The Sta. Rita AVA is unique in the transverse (meaning east-to-west, rather than north-south) mountain ranges that funnel ocean air into the sunny interior of Santa Barbara County. Locals call it the "maritime throat" as it blows cooling fog, combining with the rocky soil to make perfect conditions for growing Pinot Noir, as evidenced by the high scores and acclaim won by many wineries such as Sanford, Longoria and Sea Smoke.

One of the pioneers in viticulture was Richard Sanford who planted the first Pinot Noir vineyard in the area in 1970. Armed with a degree in Geography, he researched land and climate across the state and discovered the Santa Rita Hills had similar terroir as Burgundy, France.

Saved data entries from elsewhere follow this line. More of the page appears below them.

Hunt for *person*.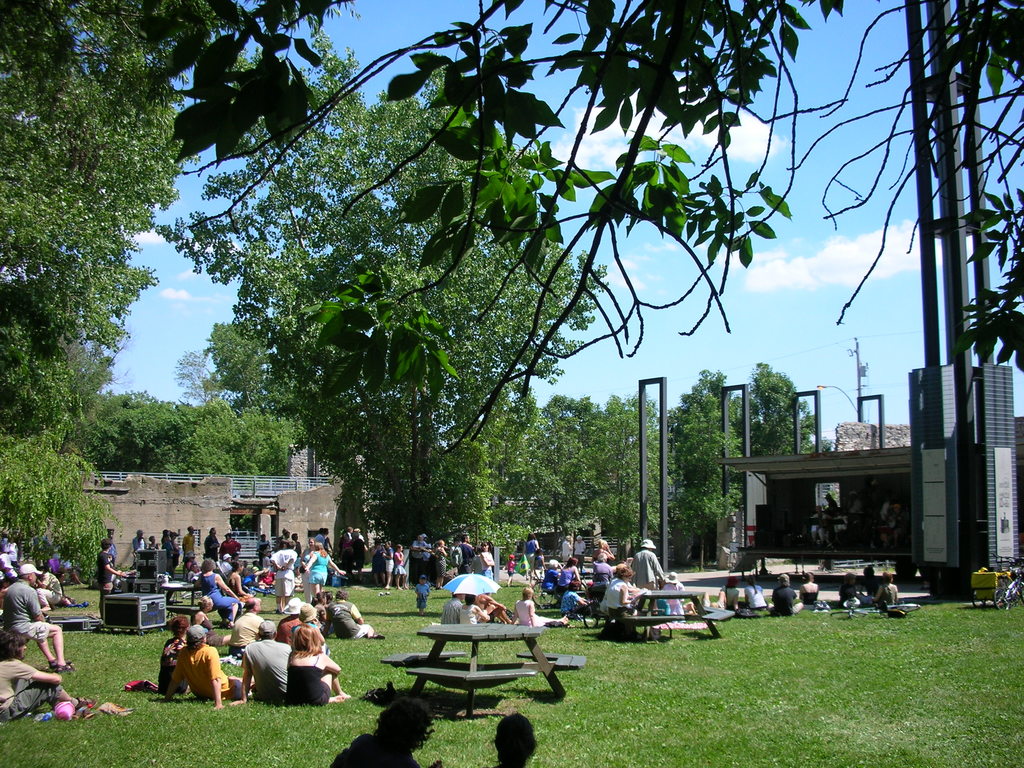
Hunted down at <region>813, 506, 826, 549</region>.
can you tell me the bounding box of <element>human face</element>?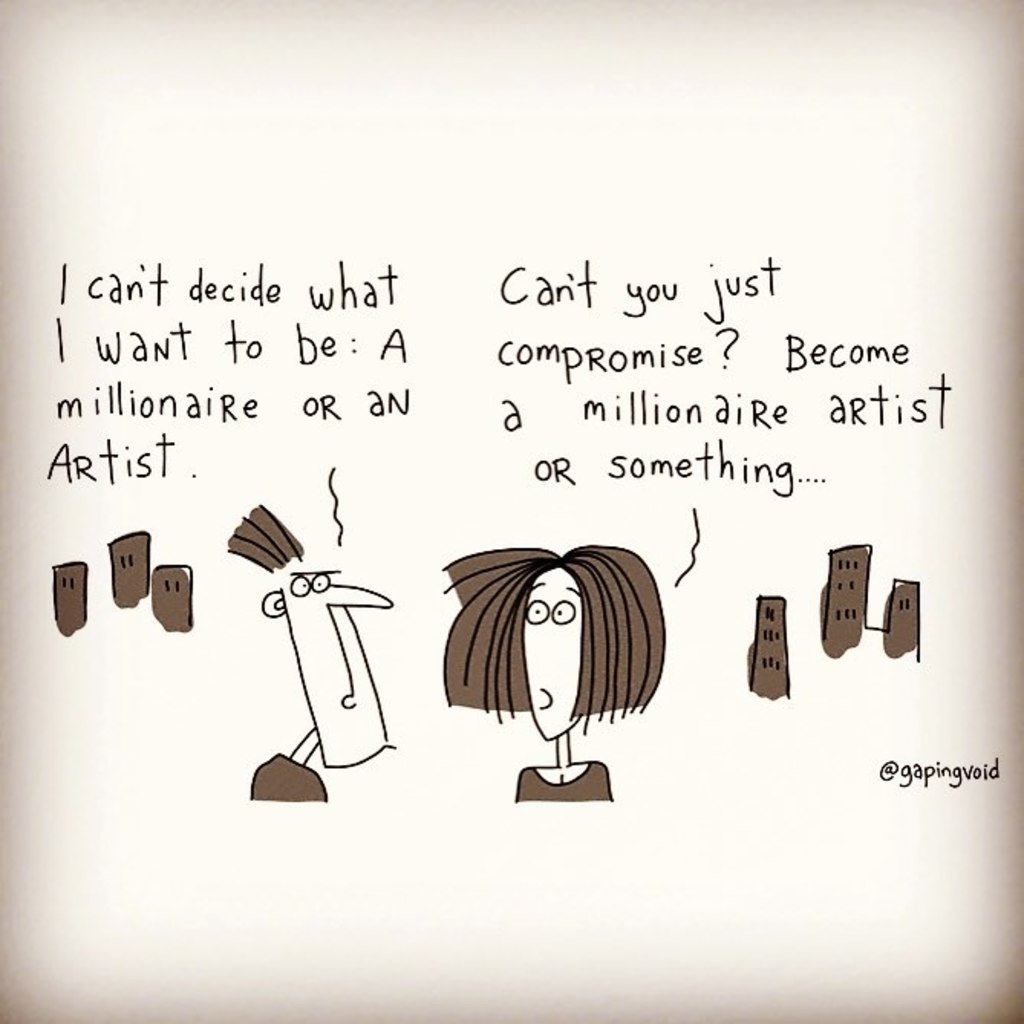
detection(516, 571, 585, 744).
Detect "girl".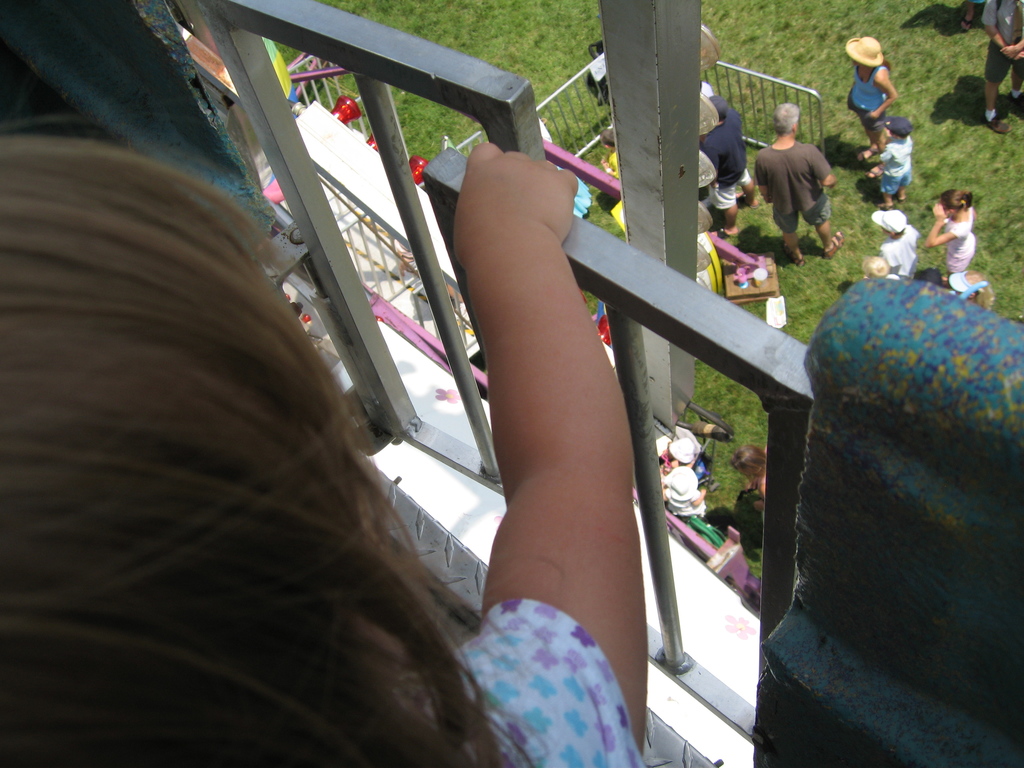
Detected at locate(843, 35, 898, 180).
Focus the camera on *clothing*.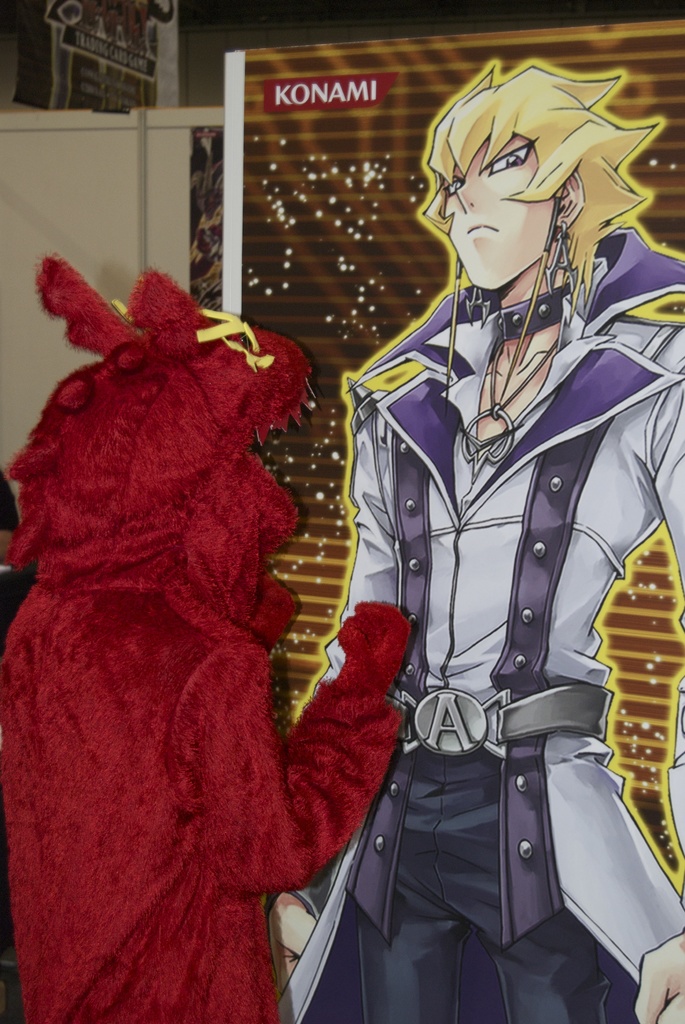
Focus region: Rect(274, 230, 684, 1023).
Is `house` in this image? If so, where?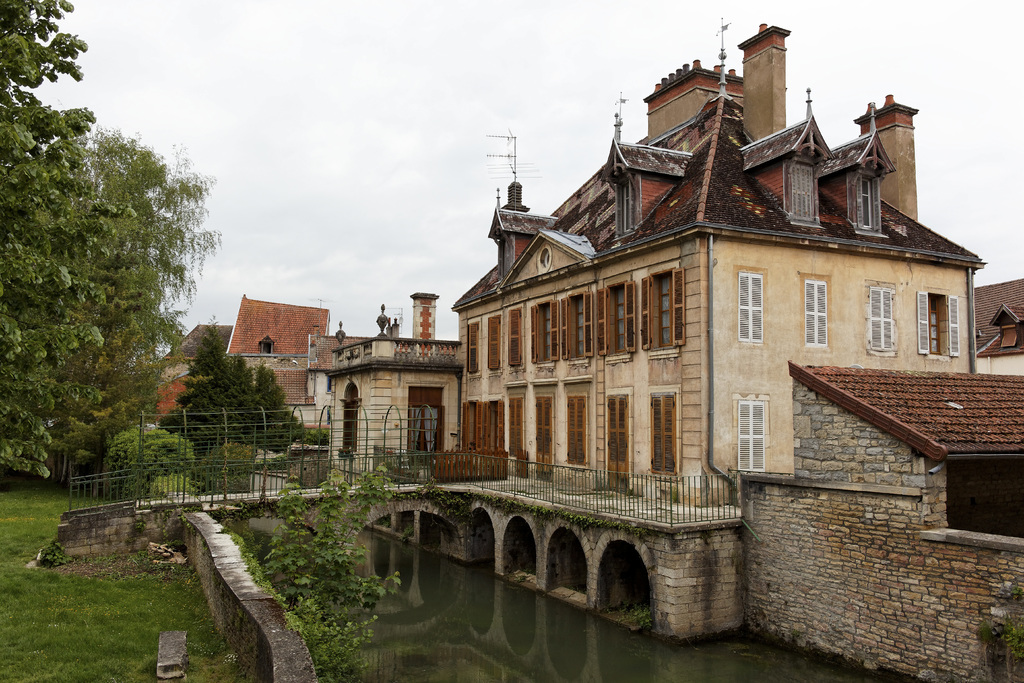
Yes, at (x1=323, y1=295, x2=470, y2=479).
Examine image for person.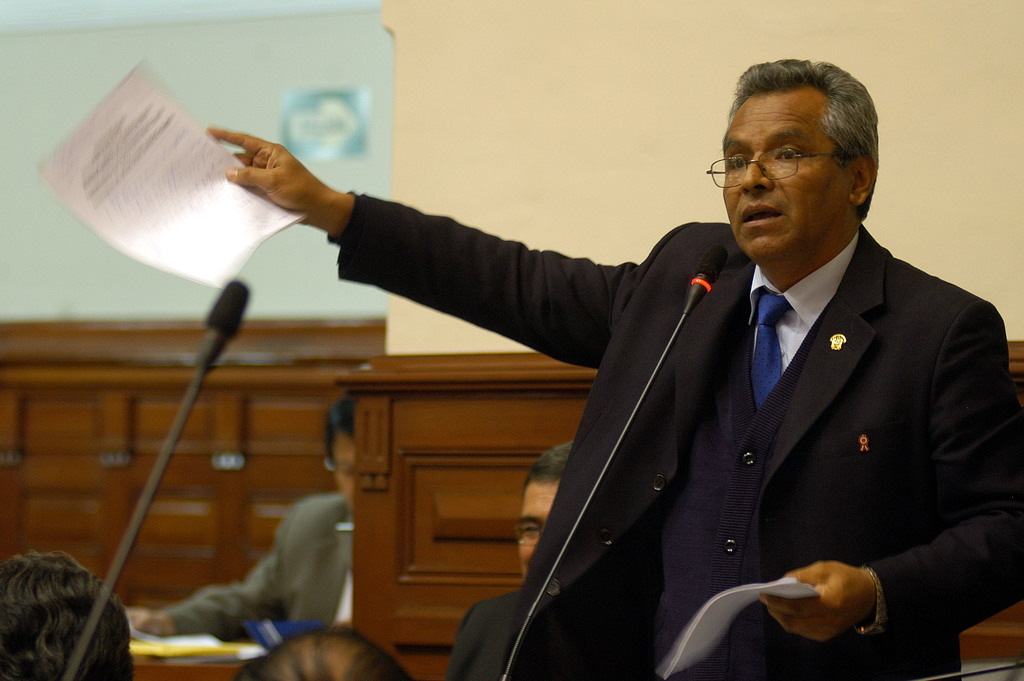
Examination result: 221, 619, 411, 680.
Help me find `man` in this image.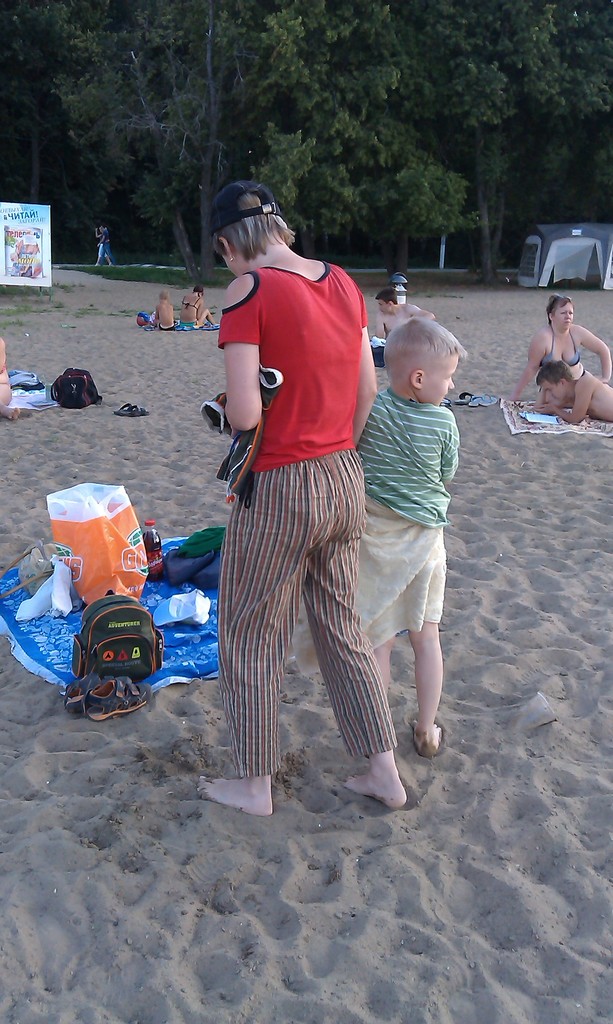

He and his wife founded the eponymous winery and produced award-winning wines for 27 years before leaving Sanford to their partners and creating Alma Rosa winery in the same AVA. The Sanfords were instrumental in establishing the tiny (about 100 acre) AVA. Current majority partners in Sanford Winery, Anthony Terlato and his sons Bill and John, continue the legacy of producing highly-rated wines: Chardonnay and Sauvignon Blanc, in addition to Pinot Noir. Sanford Winery is on the picturesque Santa Rita Hills wine trail. Stop in and taste wines in their showcase tasting room and winery, built mostly from recycled materials, including 15,000 handmade adobe bricks.

Wesley Demo
You may wonder why the proper name for the AVA is "Sta. Rita" instead of "Santa Rita" when the location is the Santa Rita Hills. This came about because a Chilean wine producer, Viña Santa Rita, which has been making wine in that country for 130 years, filed a lawsuit against the U.S. Department of Treasury (which overses the Bureau of Tobacco, Alcohol, Firearms and Explosives, and threatened to sue any winery that used the Santa Rita name. Richard Sanford met with the Chilean producer and was able to work out a compromise. The abbreviation "Sta." is historically accurate, since it was used for Mexican land grants in California's early years.